That is interesting and something I've never really thought about. Can you give an example of a position for which Reg T is better than PM?
I'd like to hear about that too. I'm not an expert on Reg-t. BTW, Apex Clearing has a policy that if Reg-t is better than PM , they will use Reg-t. One example might be a symbol deemed PM ineligible.
With a PM account you deal with day trading buying power with option prices. There is no leverage over capital as there is with day trading stock. So for example in a PM account you have $100,000. If you buy a $5 vertical in the SPX for 4.9 10x, where the prices of the individual options are 104.90 and 100. You then sell the spread out immediately for the same price. You have just day traded $204,900 worth of options and you will receive a day trading call (the day after the trade) of $104,900, due immediately. At least this is the way Apex treats this scenario. I actually was hit with several day trading calls before I figured out what was going on. I tend to day trade time spreads where the option prices are high, but the price of the spread is small. I have a Reg T account at TOS where I do these spreads. They are only concerned with the price of the spread, not the prices of the individual options.

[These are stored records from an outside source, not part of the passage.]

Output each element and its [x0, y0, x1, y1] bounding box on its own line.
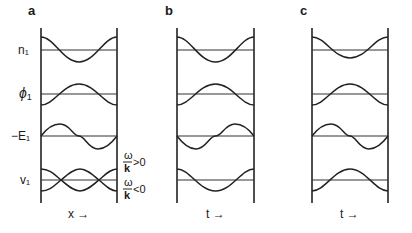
panel-b-axis-label: t →	[206, 207, 225, 221]
panel-b	[177, 28, 254, 203]
svg-text:ω: ω	[124, 176, 133, 188]
panel-c-axis-label: t →	[340, 207, 359, 221]
row-label-phi1: ϕ1	[19, 85, 32, 102]
svg-text:<0: <0	[133, 183, 146, 195]
panel-a	[41, 28, 117, 203]
svg-text:>0: >0	[133, 156, 146, 168]
svg-text:k: k	[124, 189, 131, 201]
row-label-n1: n₁	[18, 43, 29, 57]
panel-a-axis-label: x →	[68, 207, 89, 221]
omega-k-negative-annotation: ω k <0	[123, 176, 146, 201]
panel-a-letter: a	[28, 3, 36, 18]
svg-text:k: k	[124, 162, 131, 174]
panel-b-letter: b	[165, 3, 173, 18]
svg-text:ω: ω	[124, 149, 133, 161]
panel-c	[312, 28, 388, 203]
omega-k-positive-annotation: ω k >0	[123, 149, 146, 174]
row-label-v1: v₁	[20, 173, 30, 187]
wave-diagram: a b c n₁ ϕ1 −E₁ v₁ ω k >0 ω k <0 x →	[0, 0, 412, 233]
panel-c-n1-wave	[312, 37, 388, 58]
row-label-neg-e1: −E₁	[11, 129, 30, 143]
panel-c-letter: c	[300, 3, 307, 18]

Maybe rmorse can chime in and offer more perspective, but to me this looks like something specific to your broker and/or account. I don't trade options heavily now, but I have in the past, and I've never encountered such parsimonious PM calculations; I think that the trades you described -- even unhedged -- "should" only eat a small proportion of your buying power, like less than $20,000 for the first trade, and then even less than that (like below $10k) once the other half of the vertical is put on.
"If the securities subject to day trading are a part of a hedge strategy, then FINRA does not consider the collective transactions as day trades and therefore it would not subject the account holder to the day trading requirements. A hedge strategy for the purpose of FINRA rules means a transaction or series of transactions that reduce or offset a material portion of the risk in a portfolio. - See more at: http://www.finra.org/industry/portfolio-margin-faq#day" Apex has not built this into their DT calculation and would require a lot of work each day to wave the call. Either way, long options have a 100% margin requirement. Bob
If the spread is left on overnight, it will have almost no effect on buying power. The problem is with daytrading and it may be unique with Apex, not sure of that. At one time they would waive the pm call if they saw it was a hedged position. I once day traded a $1000 box with them 10x and was hit with a huge daytrading call. They ended up waiving it. Later I was told they would no longer waive these calls, even it is part of a spread. They showed me their intra-day pm calculations and sure enough whatever the value of any option, bought or sold, spread or not, came off my option buying power, and they give no leverage for this either. As rmorse said this could be a problem with their computer model, not sure.